As UK shoppers reassess what “value” truly means, more are seeking out small moments of luxury – everyday products that deliver a sense indulgence without the premium price tag. Consumers want products that feel above the ordinary.

Some grocery brands are responding by refining ingredients, enhancing packaging, and leaning into richer storytelling. Barista-grade coffees, artisanal-style bakery goods and elevated beauty staples are thriving because they offer attainable indulgence — a brief moment of luxury in everyday routines.

LVMH, for example, has long championed emotional value and craftsmanship. Moët & Chandon and Veuve Clicquot have brought celebratory cues into more accessible formats. In beauty, Fenty Beauty and Benefit have shown how high-quality formulation and bold brand identity can be offered at approachable price points, expanding the definition of luxury.

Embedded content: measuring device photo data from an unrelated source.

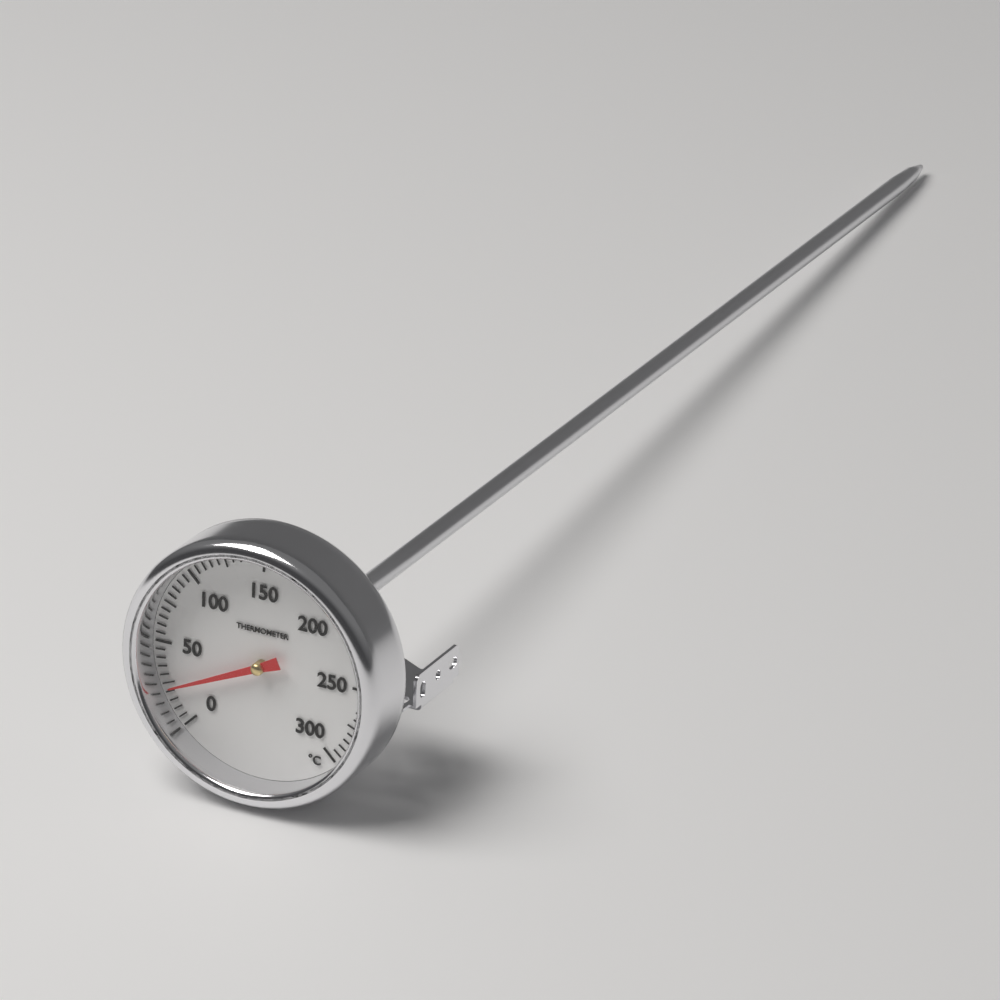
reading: 22 °C
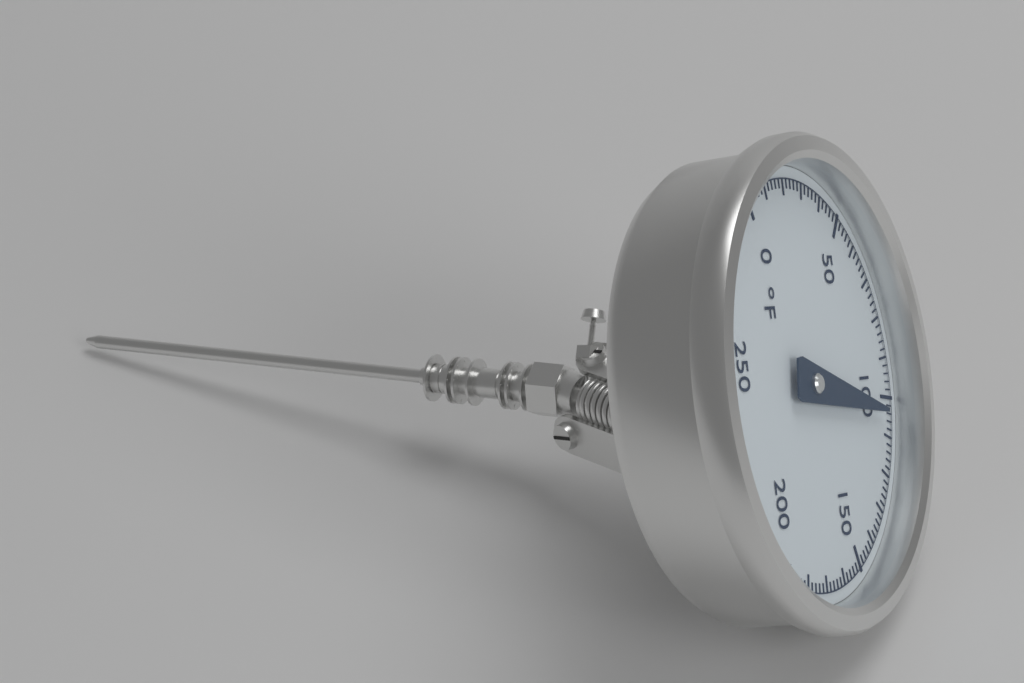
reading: 104 °F
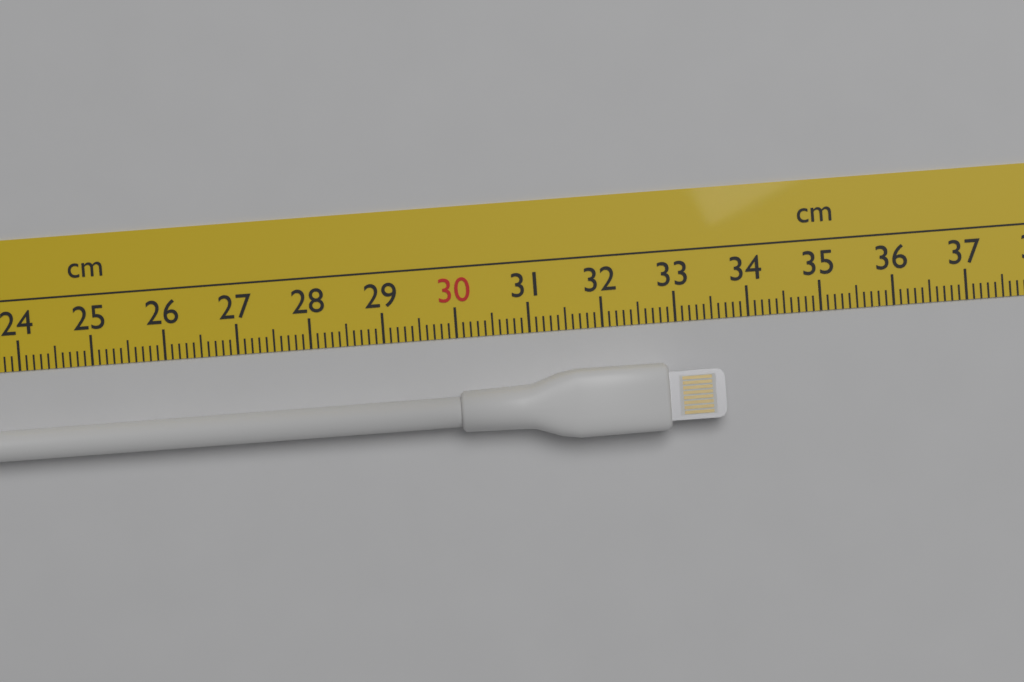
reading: 33.6 cm
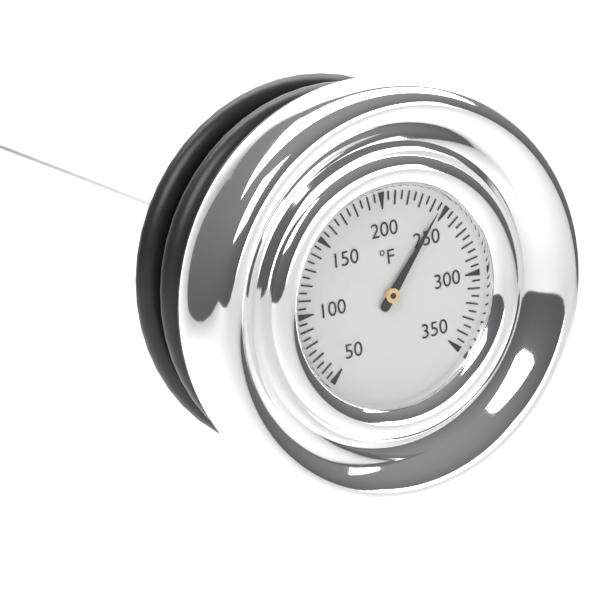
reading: 245 °F
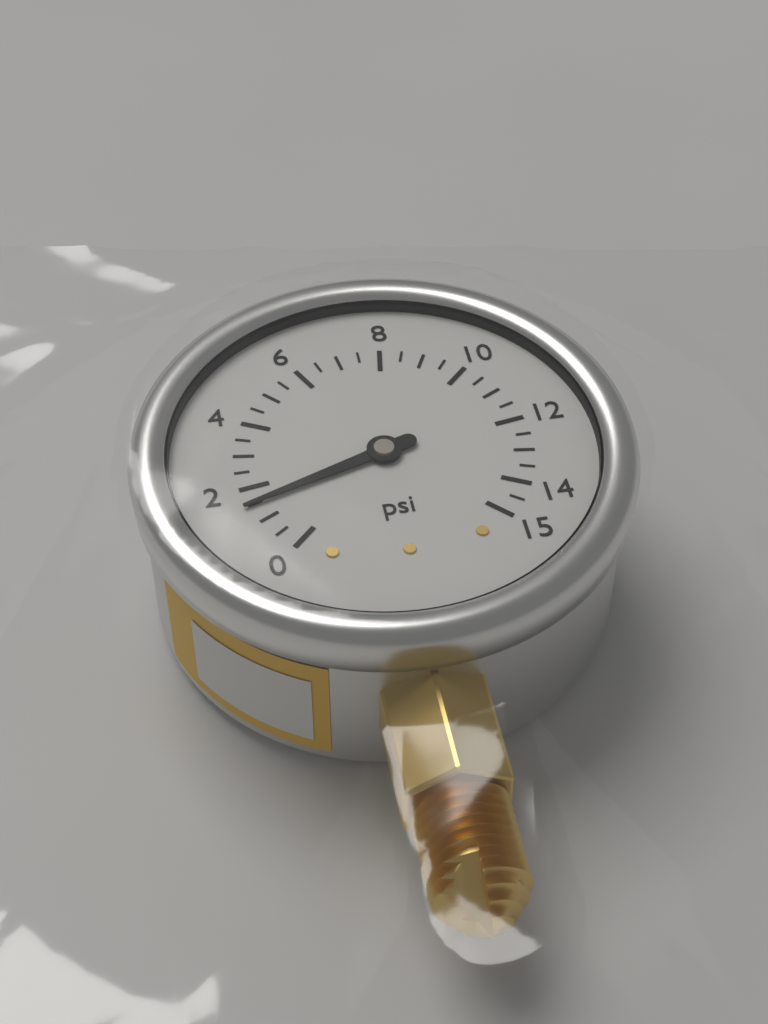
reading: 1.5 psi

People are choosing brands that offer a touch of refinement without the barrier of high cost. They want products that feel special, even when bought in a weekly shop.

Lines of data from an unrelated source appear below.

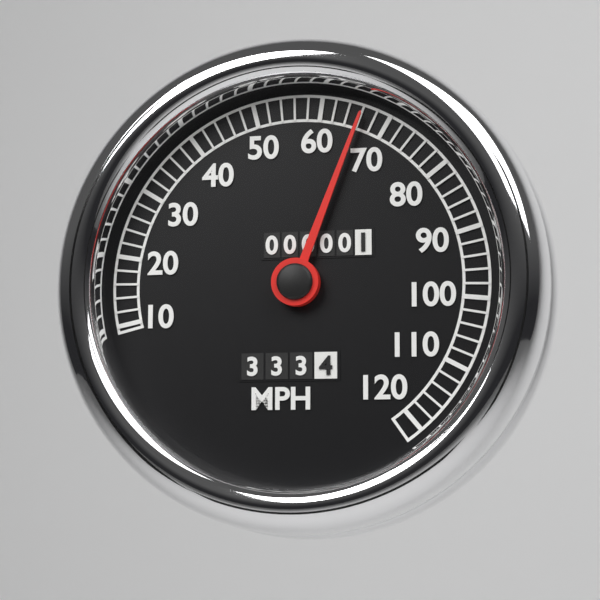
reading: 66 MPH
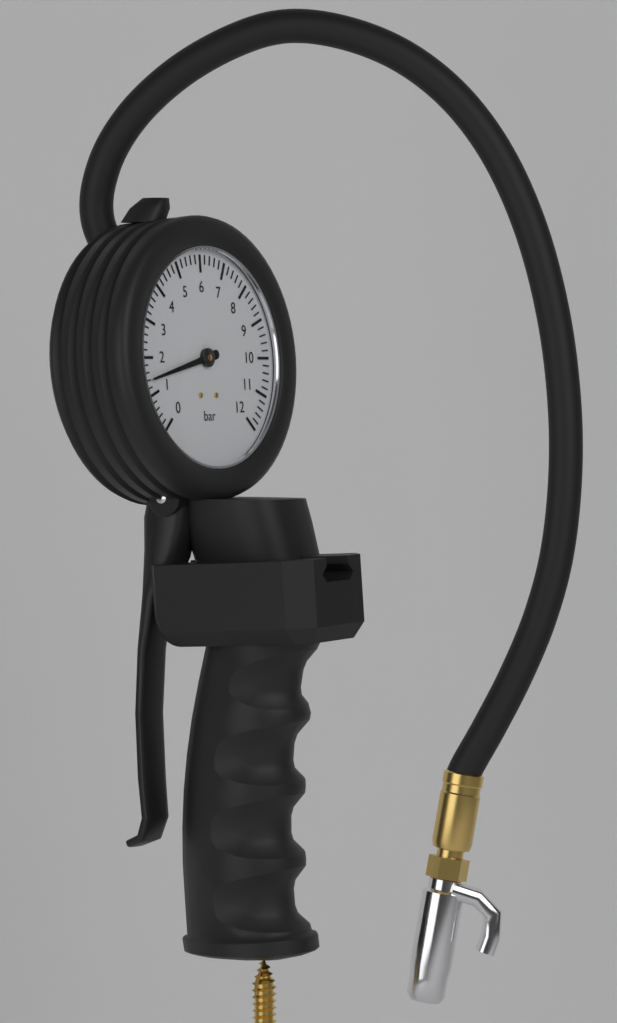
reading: 1.4 bar
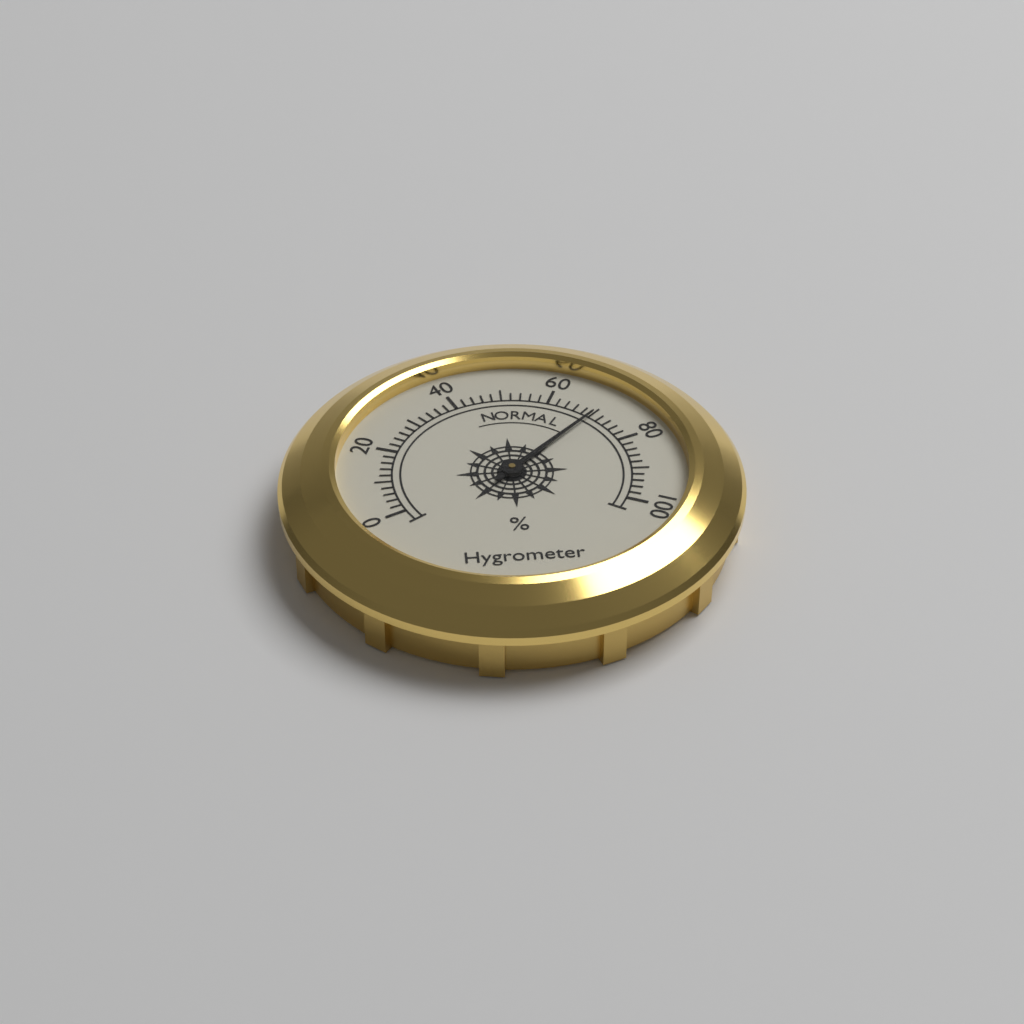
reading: 70 %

**The concept of ‘5-minute indulgencies’ has always existed. The search for affordable moments of luxury, pleasure, reward, distraction, or simply a higher quality product experience is part of the sophisticated way most people manage their lives and their available budgets. It fits into a range of behaviours where we make choices and in so doing, define what is important to us. **

**In the world of brands and #whatbrandsdo there is a critical concept within this. Value is not directly equal to price. Regulators and media commentators will often blindly talk about ‘price’ as if it is the only metric that matters – the cheapest price is always what people want. Obviously, all of us want the best price for what we buy, but we also totally understand the notion of quality, ‘you get what you pay for’ and ‘this is the one I want!’. **

It is irrelevant, even patronising, trying to turn this into a hyper-rational set of decisions – the myth of homo-economicus that behavioural economics so elegantly punctures. Occasions and context will change our needs. We all have situations where our personal preferences mean only ‘brand x’ will do. This can apply to a relatively low-priced afternoon chocolate treat that rewards or distracts, or to ‘affordable luxuries’, a celebratory bottle of champagne or the premium skin products that make us feel positive and pampered. It does not matter what someone else’s rational analysis says, our emotional self will make the decision that is right for us – NOW. FYI, it is the same choice architecture that means we sometimes choose to buy a cheaper brand or own-label product.

Long may it continue because brand and product choices and the complexity of value are a fabulous blend of the emotional and rational. It is what makes us human and why brands have a place our lives.